Monday 31 May 2010

A thousand ways of doing right and a million ways of doing wrong

The theory

Another email comment about my post on feelings said that they'd have liked to see something about play on it. My take on that is that play isn't just about feelings, it's more like a way of going through the wheel of life. For me, play means that you go about it flexibly, not always watching the same things, thinking the same thoughts, feeling the same feelings, making the same choices and doing the same deeds. It's deliberately introducing some playful randomness in the spin of the wheel.
When I was a child, my parents tried to instill in me a strong sense of right and wrong, and on the importance of doing the right thing. Then I got as a Christmas present a book on prehistoric life and evolution. For me, that was the strongest proof you could ever imagine that there isn't such a thing as the one right thing. The book said that all life you see around you, from oak trees to sparrows to butterflies to mould, evolved from the same root. Clearly, there isn't the one right way of living. There are millions of forms of life that are quite good at living their lives. And each of those forms of life separated from each other at some point: they were the same species at the beginning, but there was one change (called mutation), and since then, they have gone their separate ways.

On the other hand, the book said also that most mutations are harmful. Most of the time, a mutated living being is worse at staying alive than their parents, and is stillborn or dies young. Most innovations don't work well at all.

I thought the same principles surely applied to a human life. There isn't one right way of doing things, there are many opportunities to try something different, and many of those paths will be perfectly good. But even more of those paths will be dead alleys that aren't a good idea at all. That's when I thought my motto would be: "There are a thousand ways of doing right and a million ways of doing wrong."

Being playful is nothing but knowing this, maybe by instinct. Just because you have found one right way, it doesn't mean it's the best, there may be better ones. Keep trying and you may find them. But most of the time, being playful will mean that you fall flat on your face. If you can take it cheerfully and heal quickly, like the youngsters of every animal, you'll be fine.

The practice

Experiment 1

Watch a kitten, a puppy or a baby playing. How often they are doing something very silly? How often they risk hurting themselves? How often you notice that they've learned something they didn't know before?

Experiment 2

This is a classic from the sixties. You can do it on your own, but it's more fun if you do it with somebody else or in a group. Take an old piece of clothing that you don't intend to use any more. How many different things can you try doing with it? Anything goes, from trying silly ways of wearing it (can knickers become chic hats?) to tearing it to rags and finding new uses for it (you never know if you'll ever have to improvise a rope to escape from a tower...)

If you haven't discovered something new about clothes by the end of the experiment, you aren't really putting your heart in it.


> **TASK PROMPT**: Read through the records below and copy each line that uses the word "background".

----

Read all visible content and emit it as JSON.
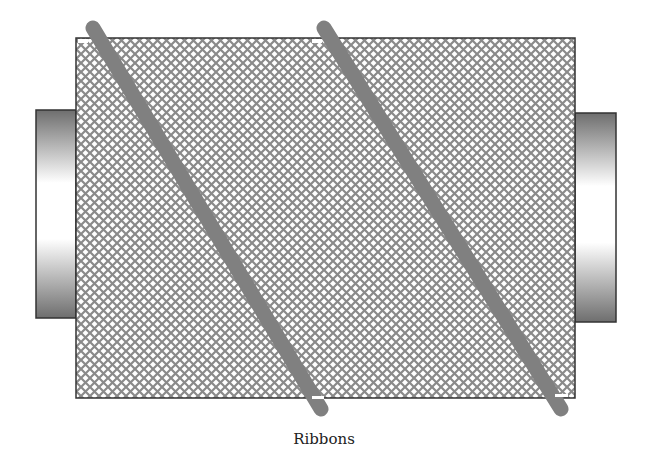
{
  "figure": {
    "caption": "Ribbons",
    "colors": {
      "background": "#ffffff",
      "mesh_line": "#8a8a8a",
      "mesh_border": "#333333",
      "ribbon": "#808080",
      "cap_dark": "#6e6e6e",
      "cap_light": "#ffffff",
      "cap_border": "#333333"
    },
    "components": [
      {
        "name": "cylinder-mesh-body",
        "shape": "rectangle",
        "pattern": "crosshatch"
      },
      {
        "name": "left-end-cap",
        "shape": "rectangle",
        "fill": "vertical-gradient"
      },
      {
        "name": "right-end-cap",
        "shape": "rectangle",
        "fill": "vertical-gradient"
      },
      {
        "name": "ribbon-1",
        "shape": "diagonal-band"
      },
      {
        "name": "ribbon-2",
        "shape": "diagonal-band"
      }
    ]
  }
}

----

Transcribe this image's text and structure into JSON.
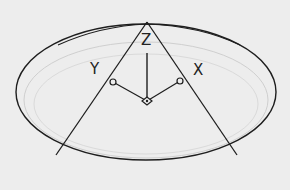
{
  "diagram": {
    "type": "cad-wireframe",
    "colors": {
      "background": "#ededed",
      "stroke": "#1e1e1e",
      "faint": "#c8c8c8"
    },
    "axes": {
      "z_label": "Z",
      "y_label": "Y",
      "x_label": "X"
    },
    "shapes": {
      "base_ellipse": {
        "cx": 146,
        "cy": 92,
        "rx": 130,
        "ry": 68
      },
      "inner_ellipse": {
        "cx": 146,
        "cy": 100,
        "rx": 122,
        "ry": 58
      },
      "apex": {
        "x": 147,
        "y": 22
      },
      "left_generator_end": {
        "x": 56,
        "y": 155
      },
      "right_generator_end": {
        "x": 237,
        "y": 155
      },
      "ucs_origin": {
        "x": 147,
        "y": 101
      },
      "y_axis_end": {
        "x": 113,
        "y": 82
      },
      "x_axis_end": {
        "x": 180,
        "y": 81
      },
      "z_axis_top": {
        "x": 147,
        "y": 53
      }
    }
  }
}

----

> **RESPONSE FOR THIS EXERCISE**:
      "background": "#ffffff",
      "background": "#ededed",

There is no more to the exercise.